SLAM’s tactics of protesting outside his son’s café were “extraordinary” and “very dishonest,” Mario said. Still, “it’s because of the protest that I gave in,” he said.
On Aug. 19, Mario and his partner met Maharjan, another SLAM member and one of her colleagues for negotiations. Croutch was out of the province at the time for work. Mario offered a 10 per cent increase, while Maharjan proposed a four per cent hike.
The parties left the table without a deal, but on Aug. 21 Mario emailed offering to cancel the rent increase, so long as the couple take on the cost of hydro. Maharjan and Croutch agreed, estimating it would cost them around $85 per month.
They also agreed to call off any further protests or boycotts of Le Club Café, cancelling a second protest scheduled for Aug. 23.
“We reached an agreement at the last minute,” Mario said, adding he learned “the problem was the tenants’ capacity to pay.”
“I’m extremely happy that they managed to find a compromise,” Laurent said. Without Laurent’s convincing, Mario said he likely wouldn’t have come to the agreement.

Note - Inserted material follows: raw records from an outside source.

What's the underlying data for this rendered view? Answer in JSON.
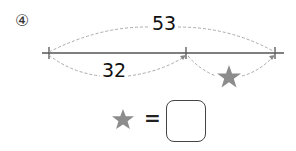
{
  "problem": {
    "number": "④"
  },
  "diagram": {
    "total_label": "53",
    "part_label": "32",
    "unknown_symbol": "star-icon",
    "colors": {
      "line": "#555555",
      "dashed_arc": "#aaaaaa",
      "star": "#8c8c8c"
    }
  },
  "equation": {
    "left_symbol": "star-icon",
    "operator": "=",
    "answer_value": ""
  }
}
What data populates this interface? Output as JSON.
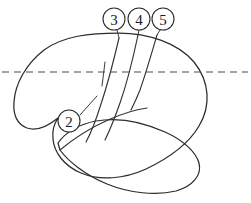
{
  "figure": {
    "background_color": "#ffffff",
    "stroke_color": "#2b2b2b",
    "dashed_color": "#4a4a4a",
    "width": 251,
    "height": 203
  },
  "reference_line": {
    "name": "horizontal-dashed-reference-line",
    "style": "dashed",
    "y": 72,
    "x_start": 2,
    "x_end": 248,
    "dash_pattern": "7 5",
    "color": "#4a4a4a"
  },
  "callouts": [
    {
      "id": "callout-2",
      "label": "2",
      "cx": 69,
      "cy": 121,
      "r": 11,
      "leader": {
        "x1": 80,
        "y1": 115,
        "x2": 97,
        "y2": 96
      }
    },
    {
      "id": "callout-3",
      "label": "3",
      "cx": 114,
      "cy": 19,
      "r": 11,
      "leader": {
        "x1": 117,
        "y1": 30,
        "x2": 119,
        "y2": 38
      }
    },
    {
      "id": "callout-4",
      "label": "4",
      "cx": 139,
      "cy": 19,
      "r": 11,
      "leader": {
        "x1": 139,
        "y1": 30,
        "x2": 138,
        "y2": 35
      }
    },
    {
      "id": "callout-5",
      "label": "5",
      "cx": 163,
      "cy": 19,
      "r": 11,
      "leader": {
        "x1": 160,
        "y1": 30,
        "x2": 157,
        "y2": 35
      }
    }
  ],
  "outline": {
    "name": "cerebrum-outline",
    "upper_mass_path": "M 119 33 C 148 33 178 43 194 62 C 210 82 211 106 199 126 C 188 145 167 159 146 169 C 124 179 100 181 81 173 C 64 166 54 152 53 139 C 52 131 54 124 58 118 C 47 127 36 131 27 128 C 17 124 13 114 14 102 C 15 84 26 64 44 50 C 63 36 90 33 119 33 Z",
    "temporal_lobe_path": "M 58 143 C 66 132 80 124 96 121 C 118 117 143 122 165 132 C 183 140 196 152 199 163 C 202 175 193 186 176 191 C 156 196 129 193 107 184 C 85 175 68 161 60 150 Z"
  },
  "sulci": [
    {
      "id": "sulcus-3",
      "name": "sulcus-line-3",
      "path": "M 119 38 C 115 55 109 80 101 104 C 96 120 91 133 86 142"
    },
    {
      "id": "sulcus-4",
      "name": "sulcus-line-4",
      "path": "M 138 35 C 134 54 128 80 120 103 C 114 120 109 132 105 140"
    },
    {
      "id": "sulcus-5",
      "name": "sulcus-line-5",
      "path": "M 157 35 C 152 52 146 73 140 90 C 136 100 133 106 131 110"
    }
  ],
  "branch_line": {
    "id": "branch-2",
    "name": "short-branch-line",
    "path": "M 105 62 C 104 70 103 78 102 86"
  },
  "fissure": {
    "id": "sylvian-fissure",
    "name": "sylvian-fissure-curve",
    "path": "M 60 150 C 72 140 90 128 108 120 C 124 113 138 109 147 108"
  },
  "legend": {
    "numbers": [
      "2",
      "3",
      "4",
      "5"
    ]
  }
}
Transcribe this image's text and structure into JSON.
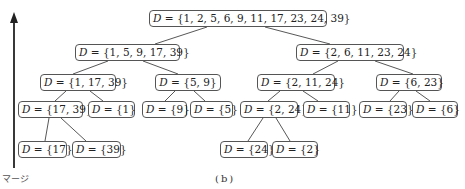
{
  "diagram": {
    "type": "merge-sort-tree",
    "caption": "(b)",
    "axis_label": "マージ",
    "axis_direction": "up",
    "prefix": "D = ",
    "nodes": {
      "root": "{1, 2, 5, 6, 9, 11, 17, 23, 24, 39}",
      "l": "{1, 5, 9, 17, 39}",
      "r": "{2, 6, 11, 23, 24}",
      "ll": "{1, 17, 39}",
      "lr": "{5, 9}",
      "rl": "{2, 11, 24}",
      "rr": "{6, 23}",
      "lll": "{17, 39}",
      "llr": "{1}",
      "lrl": "{9}",
      "lrr": "{5}",
      "rll": "{2, 24}",
      "rlr": "{11}",
      "rrl": "{23}",
      "rrr": "{6}",
      "llll": "{17}",
      "lllr": "{39}",
      "rlll": "{24}",
      "rllr": "{2}"
    }
  }
}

Maharjan said she was “looking forward to being able to sleep a bit more.” The situation had left her feeling “overwhelmed,” she said.
The result may have been a Montreal first, Maharjan said, telling The Gazette she has yet to hear of another landlord lowering a planned rent hike following protests targeting a business.
“Direct action is an effective means of protecting affordable rents,” she said.